On Mon, 7 May 2007 05:37:54 -0600
Andreas Dilger <[email protected]> wrote:
> > > + block = offset >> blkbits;
> > > + max_blocks = (EXT4_BLOCK_ALIGN(len + offset, blkbits) >> blkbits)
> > > + - block;
> > > + mutex_lock(&EXT4_I(inode)->truncate_mutex);
> > > + credits = ext4_ext_calc_credits_for_insert(inode, NULL);
> > > + mutex_unlock(&EXT4_I(inode)->truncate_mutex);
> >
> > Now I'm mystified. Given that we're allocating an arbitrary amount of disk
> > space, and that this disk space will require an arbitrary amount of
> > metadata, how can we work out how much journal space we'll be needing
> > without at least looking at `len'?
>
> Good question.
>
> The uninitialized extent can cover up to 128MB with a single entry.
> If @path isn't specified, then ext4_ext_calc_credits_for_insert()
> function returns the maximum number of extents needed to insert a leaf,
> including splitting all of the index blocks. That would allow up to 43GB
> (340 extents/block * 128MB) to be preallocated, but it still needs to take
> the size of the preallocation into account (adding 3 blocks per 43GB - a
> leaf block, a bitmap block and a group descriptor).
I think the use of ext4_journal_extend() (as Amit has proposed) will help
here, but it is not sufficient.
Because under some circumstances, a journal_extend() failure could mean
that we fail to allocate all the required disk space. If it is infrequent
enough, that is acceptable when the caller is using fallocate() for
performance reasons.
But it is very much not acceptable if the caller is using fallocate() for
space-reservation reasons. If you used fallocate to reserve 1GB of disk
and fallocate() "succeeded" and you later get ENOSPC then you'd have a
right to get a bit upset.
So I think the ext3/4 fallocate() implementation will need to be
implemented as a loop:
while (len) {
journal_start();
len -= do_fallocate(len, ...);
journal_stop();
}
Now the interesting question is: what do we do if we get halfway through
this loop and then run out of space? We could leave the disk all filled up
and then return failure to the caller, but that's pretty poor behaviour,
IMO.
Does the proposed implementation handle quotas correctly, btw? Has that
been tested?
Final point: it's fairly disappointing that the present implementation is
ext4-only, and extent-only. I do think we should be aiming at an ext4
bitmap-based implementation and an ext3 implementation.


Your objective - I would like every record reproduced exactly, with the pictures left out.

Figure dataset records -
• • • • •
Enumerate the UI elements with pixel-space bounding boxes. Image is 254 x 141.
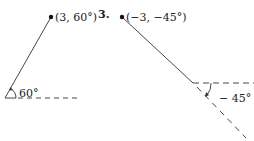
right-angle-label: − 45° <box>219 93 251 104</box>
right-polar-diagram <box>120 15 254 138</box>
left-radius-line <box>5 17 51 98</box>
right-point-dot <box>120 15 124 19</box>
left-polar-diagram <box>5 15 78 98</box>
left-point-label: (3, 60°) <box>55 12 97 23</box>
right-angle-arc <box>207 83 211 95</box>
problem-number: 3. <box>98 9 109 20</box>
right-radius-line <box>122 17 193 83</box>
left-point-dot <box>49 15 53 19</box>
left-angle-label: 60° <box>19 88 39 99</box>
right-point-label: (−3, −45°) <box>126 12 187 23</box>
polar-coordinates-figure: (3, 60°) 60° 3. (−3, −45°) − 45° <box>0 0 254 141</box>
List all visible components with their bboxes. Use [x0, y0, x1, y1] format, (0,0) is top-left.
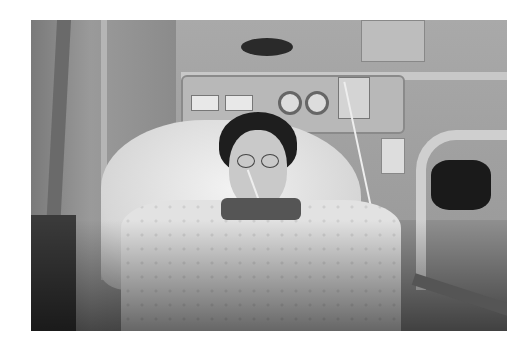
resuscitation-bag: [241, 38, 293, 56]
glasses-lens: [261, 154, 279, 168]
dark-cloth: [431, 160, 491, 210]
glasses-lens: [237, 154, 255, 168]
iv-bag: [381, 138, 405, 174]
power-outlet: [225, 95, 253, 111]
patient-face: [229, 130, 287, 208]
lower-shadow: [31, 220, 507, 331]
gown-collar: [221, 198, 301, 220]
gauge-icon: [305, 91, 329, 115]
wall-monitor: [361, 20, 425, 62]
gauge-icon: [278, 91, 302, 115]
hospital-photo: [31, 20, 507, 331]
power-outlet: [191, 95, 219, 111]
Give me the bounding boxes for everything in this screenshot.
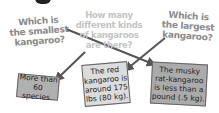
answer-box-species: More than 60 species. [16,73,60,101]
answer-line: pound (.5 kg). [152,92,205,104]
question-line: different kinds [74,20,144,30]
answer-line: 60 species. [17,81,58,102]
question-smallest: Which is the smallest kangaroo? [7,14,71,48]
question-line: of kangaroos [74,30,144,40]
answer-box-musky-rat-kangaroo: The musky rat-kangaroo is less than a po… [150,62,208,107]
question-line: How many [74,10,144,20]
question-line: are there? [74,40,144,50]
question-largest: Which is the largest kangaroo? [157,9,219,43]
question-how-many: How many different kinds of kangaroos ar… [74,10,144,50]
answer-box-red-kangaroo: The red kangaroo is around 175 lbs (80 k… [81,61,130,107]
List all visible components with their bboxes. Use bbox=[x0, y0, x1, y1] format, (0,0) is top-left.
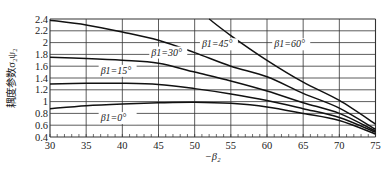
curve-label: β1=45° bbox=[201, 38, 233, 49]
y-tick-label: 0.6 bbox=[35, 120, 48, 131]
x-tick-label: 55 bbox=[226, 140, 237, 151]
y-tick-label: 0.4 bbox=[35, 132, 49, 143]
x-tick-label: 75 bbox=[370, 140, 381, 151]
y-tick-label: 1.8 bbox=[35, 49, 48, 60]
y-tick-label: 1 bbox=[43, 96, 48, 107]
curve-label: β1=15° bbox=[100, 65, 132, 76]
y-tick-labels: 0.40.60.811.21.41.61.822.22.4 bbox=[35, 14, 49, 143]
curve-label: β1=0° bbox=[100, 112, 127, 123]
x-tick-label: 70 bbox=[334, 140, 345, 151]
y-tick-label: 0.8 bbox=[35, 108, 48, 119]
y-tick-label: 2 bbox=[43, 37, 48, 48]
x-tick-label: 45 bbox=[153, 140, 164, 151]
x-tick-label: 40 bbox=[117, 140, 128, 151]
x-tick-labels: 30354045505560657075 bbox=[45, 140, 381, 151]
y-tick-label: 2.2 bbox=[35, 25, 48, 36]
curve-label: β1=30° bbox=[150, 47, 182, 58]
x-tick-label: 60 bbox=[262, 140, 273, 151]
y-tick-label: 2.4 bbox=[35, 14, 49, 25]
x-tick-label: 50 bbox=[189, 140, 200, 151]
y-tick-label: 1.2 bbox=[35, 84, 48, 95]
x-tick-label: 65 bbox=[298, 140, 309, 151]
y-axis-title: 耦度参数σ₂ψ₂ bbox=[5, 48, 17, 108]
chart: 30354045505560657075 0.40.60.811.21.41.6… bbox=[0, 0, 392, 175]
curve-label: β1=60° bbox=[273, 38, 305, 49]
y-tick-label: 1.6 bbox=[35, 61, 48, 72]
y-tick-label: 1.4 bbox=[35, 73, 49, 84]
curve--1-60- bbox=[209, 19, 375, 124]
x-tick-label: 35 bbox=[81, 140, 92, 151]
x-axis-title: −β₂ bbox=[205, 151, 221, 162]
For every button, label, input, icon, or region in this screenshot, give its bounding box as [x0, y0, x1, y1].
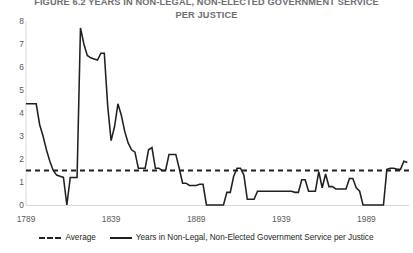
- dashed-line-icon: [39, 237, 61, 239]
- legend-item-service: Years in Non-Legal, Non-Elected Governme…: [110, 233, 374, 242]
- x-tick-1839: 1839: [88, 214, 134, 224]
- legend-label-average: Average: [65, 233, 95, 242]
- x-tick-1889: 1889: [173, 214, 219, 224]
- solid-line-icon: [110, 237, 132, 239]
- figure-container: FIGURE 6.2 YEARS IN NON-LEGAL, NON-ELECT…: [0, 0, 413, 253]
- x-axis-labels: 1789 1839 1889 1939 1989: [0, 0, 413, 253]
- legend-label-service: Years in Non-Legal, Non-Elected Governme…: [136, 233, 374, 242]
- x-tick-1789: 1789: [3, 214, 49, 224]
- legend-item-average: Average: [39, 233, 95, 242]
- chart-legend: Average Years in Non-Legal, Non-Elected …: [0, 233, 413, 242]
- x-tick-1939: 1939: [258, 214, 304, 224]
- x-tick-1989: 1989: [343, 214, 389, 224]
• • • • •
Your response -
Enumerate the UI elements with pixel-space bounding boxes. Image is 254 x 141.
right-angle-label: − 45° <box>219 93 251 104</box>
right-polar-diagram <box>120 15 254 138</box>
left-radius-line <box>5 17 51 98</box>
right-point-dot <box>120 15 124 19</box>
left-polar-diagram <box>5 15 78 98</box>
left-point-label: (3, 60°) <box>55 12 97 23</box>
right-angle-arc <box>207 83 211 95</box>
problem-number: 3. <box>98 9 109 20</box>
right-radius-line <box>122 17 193 83</box>
left-point-dot <box>49 15 53 19</box>
left-angle-label: 60° <box>19 88 39 99</box>
right-point-label: (−3, −45°) <box>126 12 187 23</box>
polar-coordinates-figure: (3, 60°) 60° 3. (−3, −45°) − 45° <box>0 0 254 141</box>
List all visible components with their bboxes. Use [x0, y0, x1, y1] format, (0,0) is top-left.
resuscitation-bag: [241, 38, 293, 56]
glasses-lens: [261, 154, 279, 168]
dark-cloth: [431, 160, 491, 210]
glasses-lens: [237, 154, 255, 168]
iv-bag: [381, 138, 405, 174]
power-outlet: [225, 95, 253, 111]
patient-face: [229, 130, 287, 208]
lower-shadow: [31, 220, 507, 331]
gown-collar: [221, 198, 301, 220]
gauge-icon: [305, 91, 329, 115]
wall-monitor: [361, 20, 425, 62]
gauge-icon: [278, 91, 302, 115]
hospital-photo: [31, 20, 507, 331]
power-outlet: [191, 95, 219, 111]
Give me the bounding boxes for everything in this screenshot.
answer-box-species: More than 60 species. [16,73,60,101]
answer-line: pound (.5 kg). [152,92,205,104]
question-line: different kinds [74,20,144,30]
answer-line: 60 species. [17,81,58,102]
question-smallest: Which is the smallest kangaroo? [7,14,71,48]
question-line: of kangaroos [74,30,144,40]
answer-box-musky-rat-kangaroo: The musky rat-kangaroo is less than a po… [150,62,208,107]
question-line: How many [74,10,144,20]
question-line: are there? [74,40,144,50]
question-largest: Which is the largest kangaroo? [157,9,219,43]
question-how-many: How many different kinds of kangaroos ar… [74,10,144,50]
answer-box-red-kangaroo: The red kangaroo is around 175 lbs (80 k… [81,61,130,107]
List all visible components with their bboxes. Use bbox=[x0, y0, x1, y1] format, (0,0) is top-left.
curve-label: β1=45° bbox=[201, 38, 233, 49]
y-tick-label: 0.6 bbox=[35, 120, 48, 131]
x-tick-label: 55 bbox=[226, 140, 237, 151]
y-tick-label: 0.4 bbox=[35, 132, 49, 143]
x-tick-label: 75 bbox=[370, 140, 381, 151]
y-tick-label: 1.8 bbox=[35, 49, 48, 60]
y-tick-label: 1 bbox=[43, 96, 48, 107]
curve-label: β1=15° bbox=[100, 65, 132, 76]
y-tick-labels: 0.40.60.811.21.41.61.822.22.4 bbox=[35, 14, 49, 143]
curve-label: β1=0° bbox=[100, 112, 127, 123]
x-tick-label: 70 bbox=[334, 140, 345, 151]
y-tick-label: 0.8 bbox=[35, 108, 48, 119]
y-tick-label: 2 bbox=[43, 37, 48, 48]
x-tick-label: 45 bbox=[153, 140, 164, 151]
x-tick-label: 40 bbox=[117, 140, 128, 151]
x-tick-labels: 30354045505560657075 bbox=[45, 140, 381, 151]
y-tick-label: 2.2 bbox=[35, 25, 48, 36]
curve-label: β1=30° bbox=[150, 47, 182, 58]
x-tick-label: 60 bbox=[262, 140, 273, 151]
y-tick-label: 2.4 bbox=[35, 14, 49, 25]
x-tick-label: 50 bbox=[189, 140, 200, 151]
y-tick-label: 1.2 bbox=[35, 84, 48, 95]
x-tick-label: 65 bbox=[298, 140, 309, 151]
y-axis-title: 耦度参数σ₂ψ₂ bbox=[5, 48, 17, 108]
chart: 30354045505560657075 0.40.60.811.21.41.6… bbox=[0, 0, 392, 175]
curve-label: β1=60° bbox=[273, 38, 305, 49]
y-tick-label: 1.6 bbox=[35, 61, 48, 72]
y-tick-label: 1.4 bbox=[35, 73, 49, 84]
curve--1-60- bbox=[209, 19, 375, 124]
x-tick-label: 35 bbox=[81, 140, 92, 151]
x-axis-title: −β₂ bbox=[205, 151, 221, 162]
For every button, label, input, icon, or region in this screenshot, give its bounding box as [x0, y0, x1, y1].
- dashed-line-icon: [39, 237, 61, 239]
- legend-item-service: Years in Non-Legal, Non-Elected Governme…: [110, 233, 374, 242]
- x-tick-1839: 1839: [88, 214, 134, 224]
- legend-label-average: Average: [65, 233, 95, 242]
- x-tick-1889: 1889: [173, 214, 219, 224]
- solid-line-icon: [110, 237, 132, 239]
- figure-container: FIGURE 6.2 YEARS IN NON-LEGAL, NON-ELECT…: [0, 0, 413, 253]
- x-axis-labels: 1789 1839 1889 1939 1989: [0, 0, 413, 253]
- legend-label-service: Years in Non-Legal, Non-Elected Governme…: [136, 233, 374, 242]
- x-tick-1789: 1789: [3, 214, 49, 224]
- legend-item-average: Average: [39, 233, 95, 242]
- chart-legend: Average Years in Non-Legal, Non-Elected …: [0, 233, 413, 242]
- x-tick-1939: 1939: [258, 214, 304, 224]
- x-tick-1989: 1989: [343, 214, 389, 224]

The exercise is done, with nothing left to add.